To begin with, CEC hopes to make computers more energy-efficient by setting idle power consumption targets for manufacturers to design their desktops to meet. The average Joe's office desktop should have no problems meeting those targets, as the technology needed to drive such applications has already approached such level of efficiency. Gaming PCs and workstations, on the other hand, will be given exemptions on the basis of an "expandability score." This is built around the idea that some users need machines that are expandable to meet their growing computational needs (think a video production firm that needs to change components in its workstations as it's moving from 4K to 5K video editing).
This "expandability score" is determined by a number of factors, most importantly, the features of specific hardware components. The higher your product's expandability score, the more "maximum idle power draw" it's allowed to have. Logically, something like this shouldn't affect DIY PC enthusiasts (people who assemble their own gaming PCs or workstations by purchasing components separately), since the resulting build is not technically a product, but an assemblage of products. This should, however, affect pre-built gaming desktop/workstation manufacturers.

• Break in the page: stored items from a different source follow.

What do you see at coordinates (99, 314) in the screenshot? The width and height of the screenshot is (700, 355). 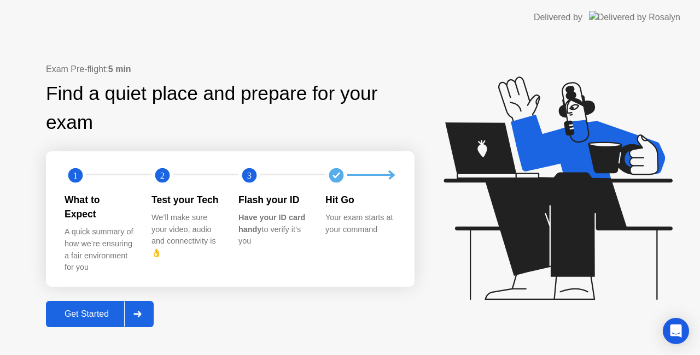 I see `button: Get Started` at bounding box center [99, 314].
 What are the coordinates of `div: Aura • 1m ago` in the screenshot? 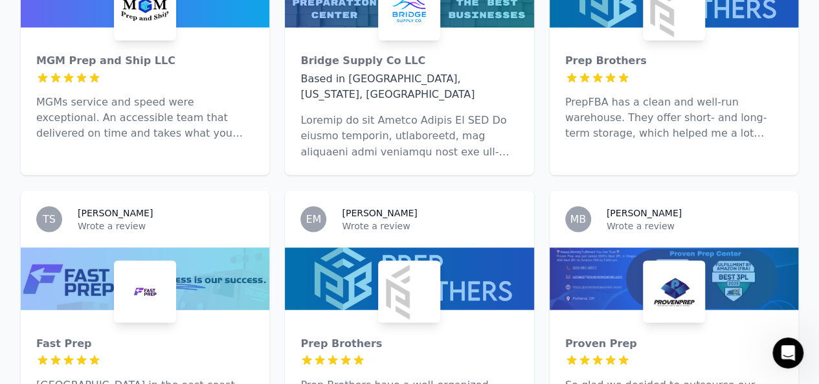 It's located at (49, 192).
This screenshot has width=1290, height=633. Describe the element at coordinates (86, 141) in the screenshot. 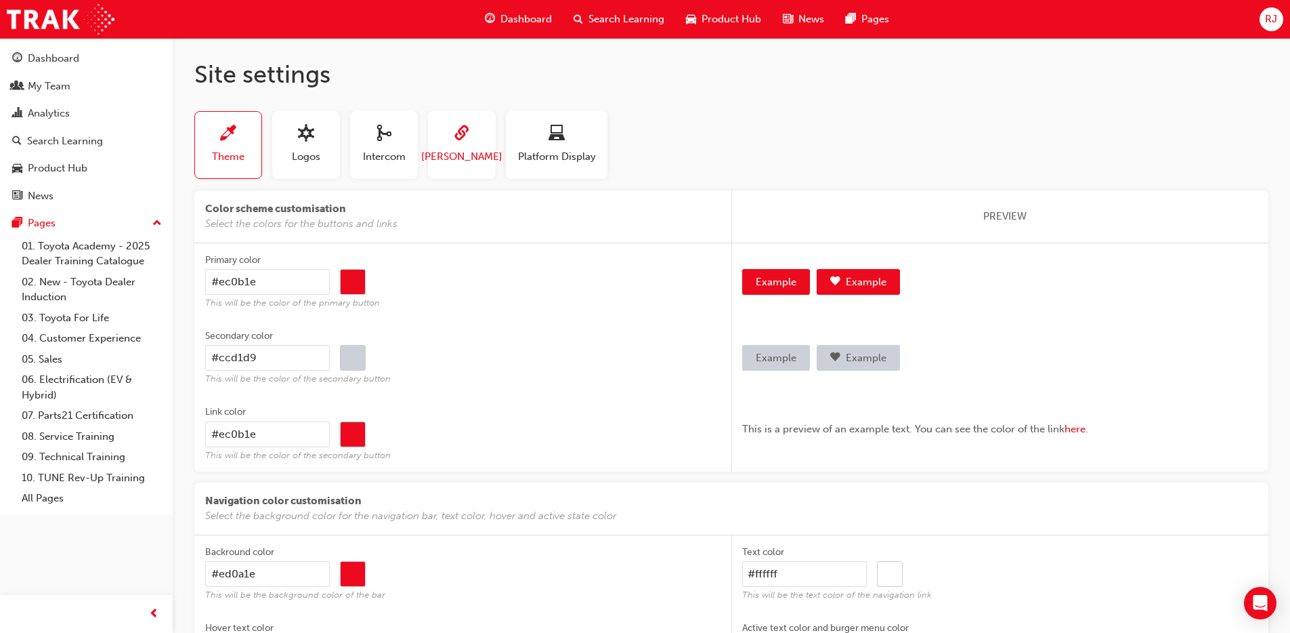

I see `a: Search Learning` at that location.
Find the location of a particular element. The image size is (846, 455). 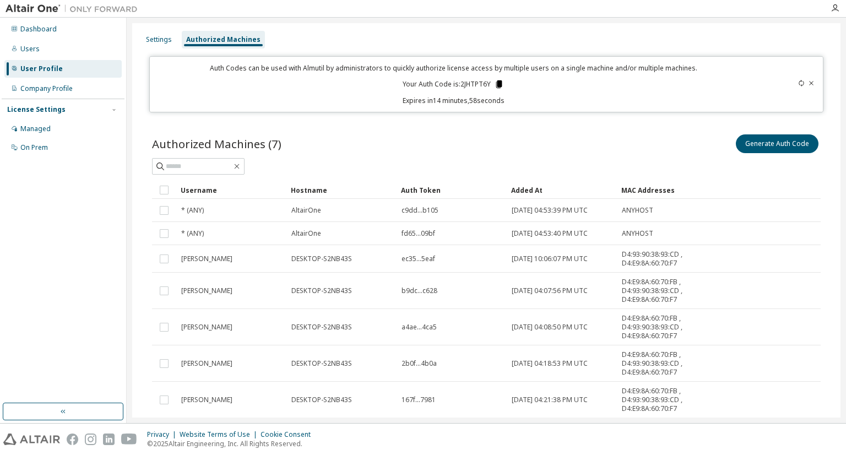

div: Auth Token is located at coordinates (452, 190).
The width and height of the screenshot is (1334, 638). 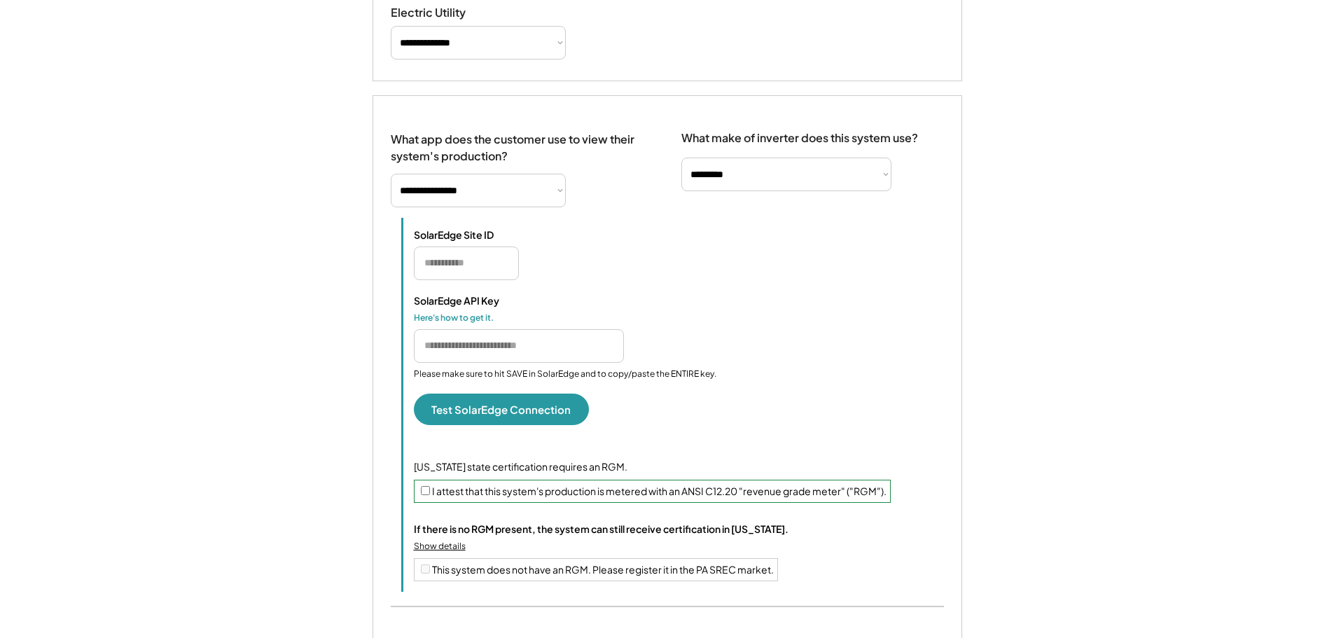 What do you see at coordinates (522, 141) in the screenshot?
I see `div: What app does the customer use to view their system's production?` at bounding box center [522, 141].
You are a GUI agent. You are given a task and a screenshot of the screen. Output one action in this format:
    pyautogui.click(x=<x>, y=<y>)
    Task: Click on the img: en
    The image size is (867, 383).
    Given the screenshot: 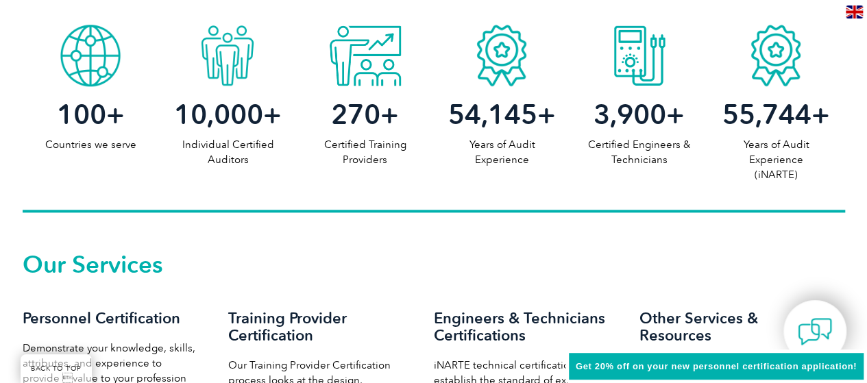 What is the action you would take?
    pyautogui.click(x=854, y=12)
    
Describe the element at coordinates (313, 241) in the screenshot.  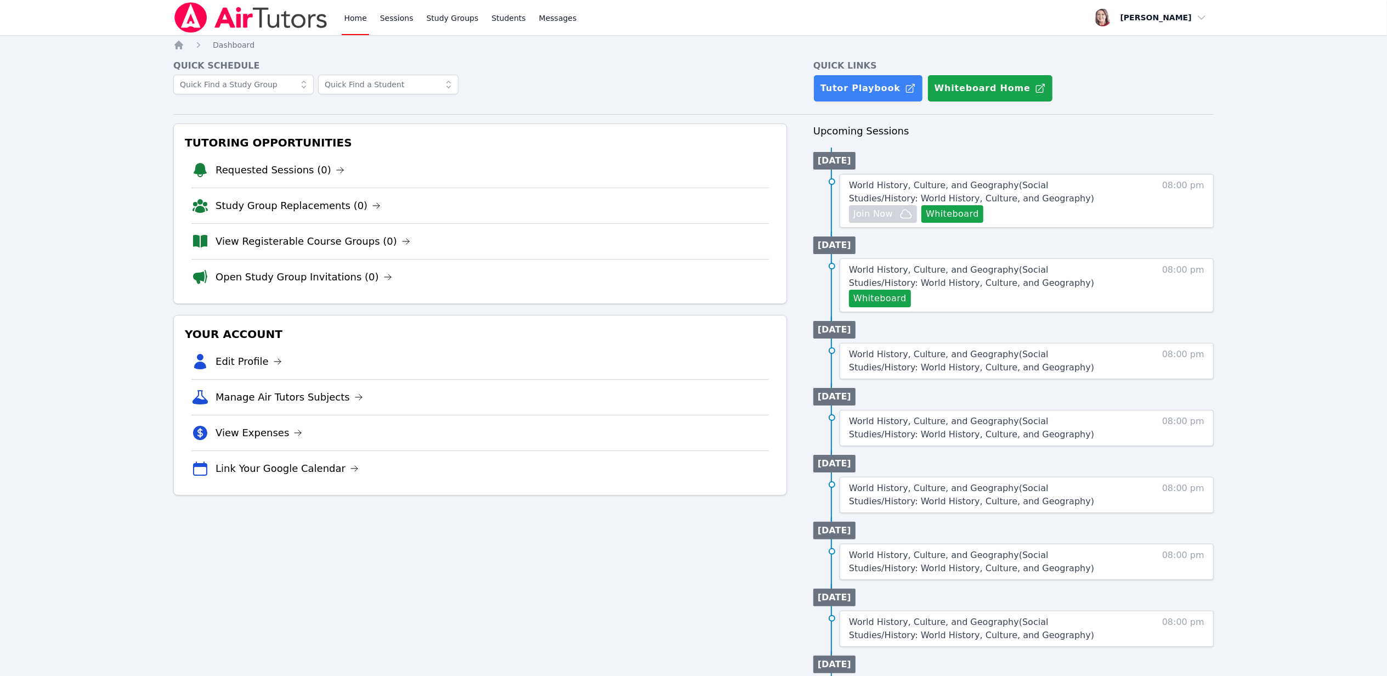
I see `a: View Registerable Course Groups (0)` at that location.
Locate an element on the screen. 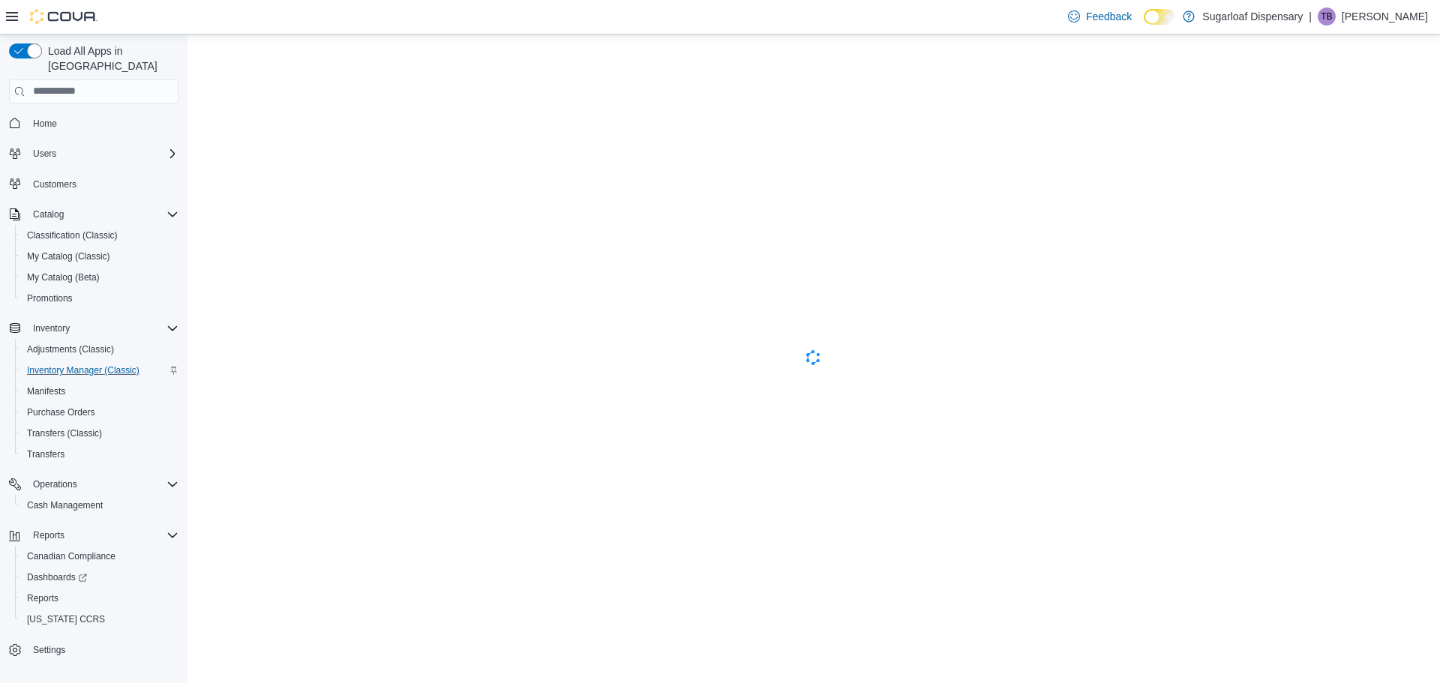 The width and height of the screenshot is (1440, 683). button: Cash Management is located at coordinates (100, 506).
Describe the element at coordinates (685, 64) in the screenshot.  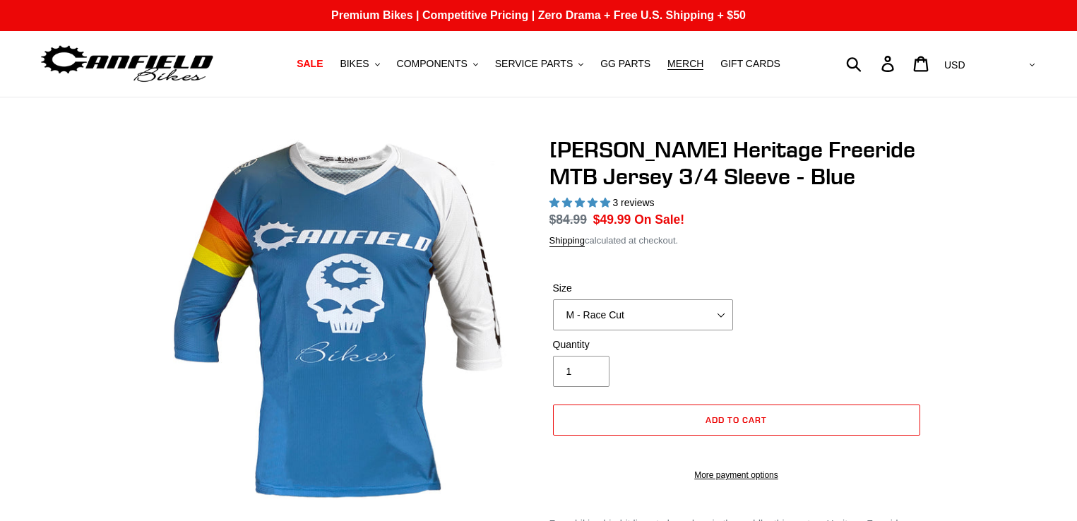
I see `a: MERCH` at that location.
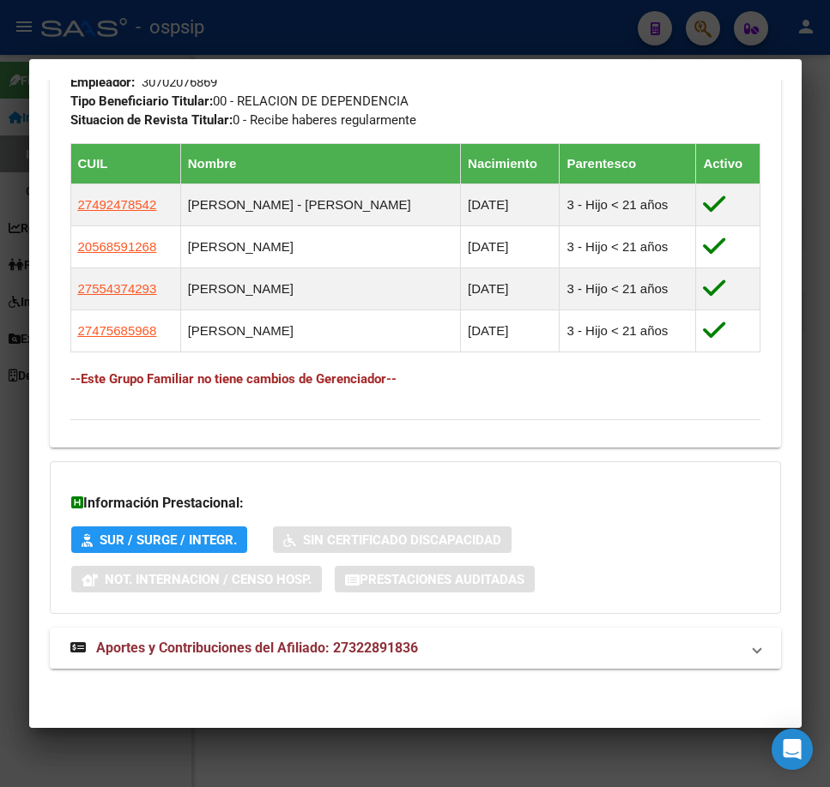 This screenshot has height=787, width=830. What do you see at coordinates (415, 379) in the screenshot?
I see `h4: --Este Grupo Familiar no tiene cambios de Gerenciador--` at bounding box center [415, 379].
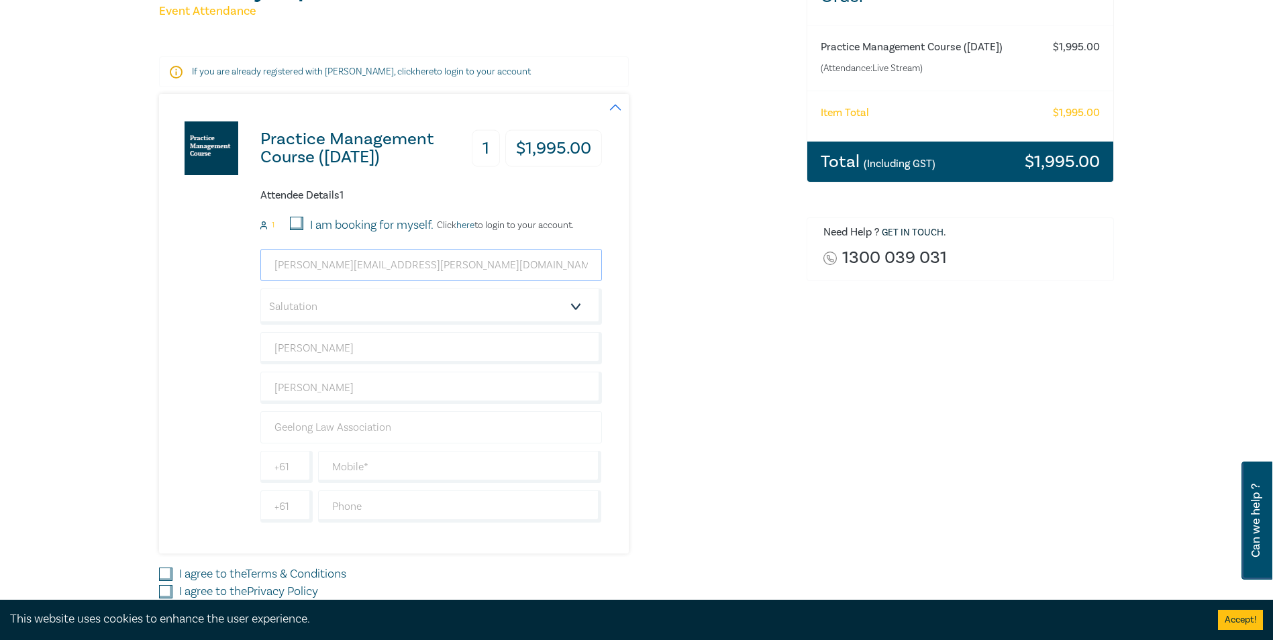  Describe the element at coordinates (913, 233) in the screenshot. I see `a: Get in touch` at that location.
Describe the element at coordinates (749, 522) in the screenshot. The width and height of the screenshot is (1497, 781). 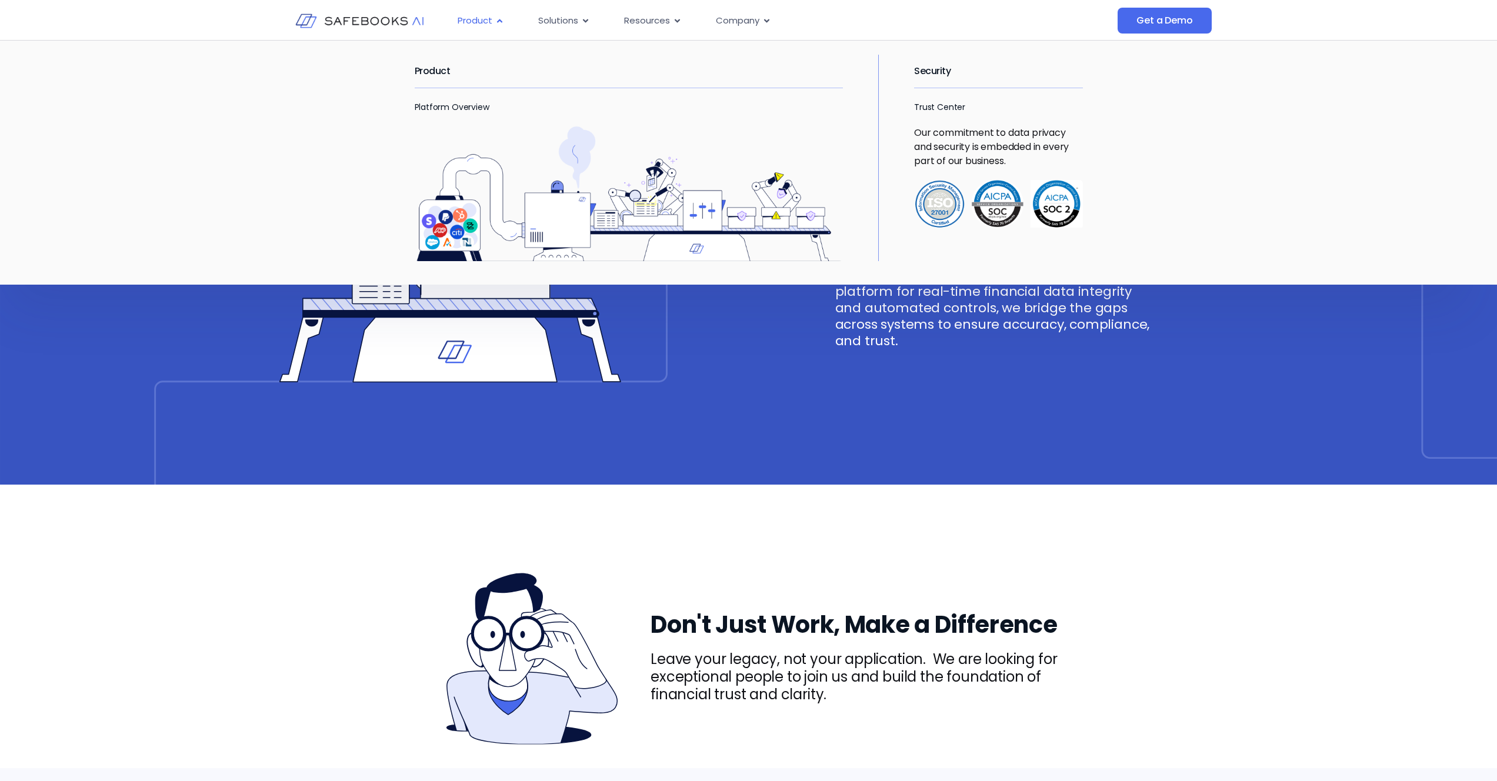
I see `p: Safebooks AI monitors all your financial data in real-time across every system, catching errors a...` at that location.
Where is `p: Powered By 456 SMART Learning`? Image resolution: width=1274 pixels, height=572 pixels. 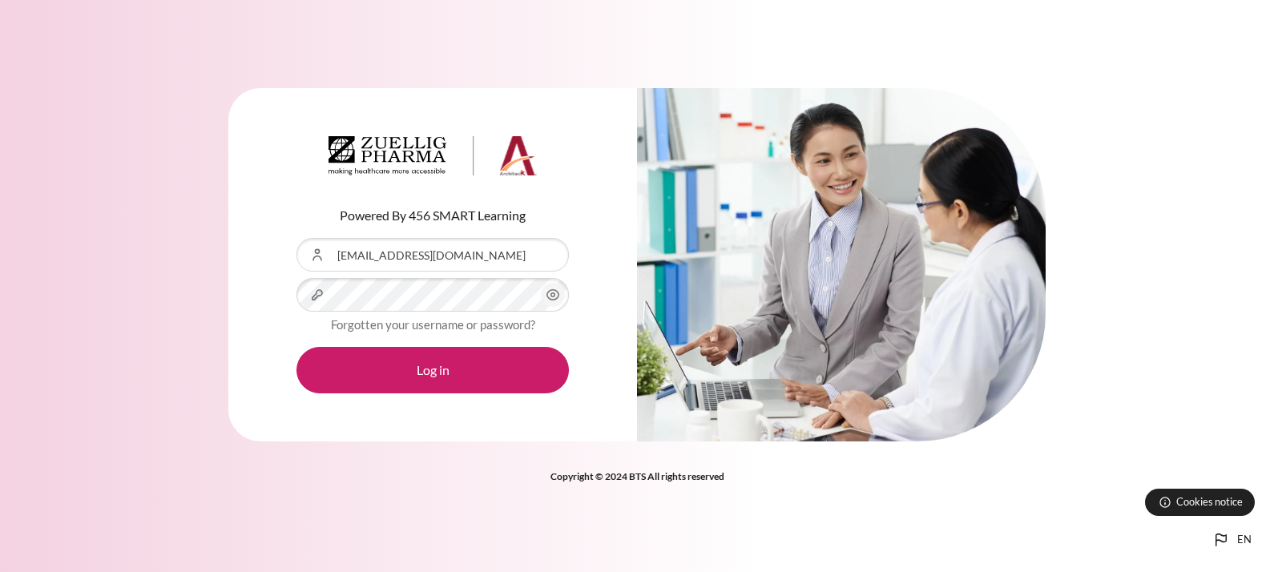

One of the interesting specs on the basis of which a gaming desktop will be granted a "high" expandability score is the memory bandwidth of installed graphics cards. The draft regulations prescribe a graphics card with at least 400 GB/s will qualify for high-expandability exemptions in the year 2018. The regulators are aware the technology moves forward, and so does memory bandwidth, and so they set this minimum bandwidth requirement to 600 GB/s by 2020. This, in our opinion, is highly arbitrary. Today's high-end graphics cards such as the GeForce GTX 1080, only feature 320 GB/s, and it's expected that by 2018, mid-range GPUs will have the kind of processing power (and importantly memory bandwidth) of the GTX 1080. So you'll see mid-range GPUs with wastefully expensive memory to meet those bandwidth requirements. High-end GPUs will have moved on to faster memory standards such as GDDR6 and HBM2.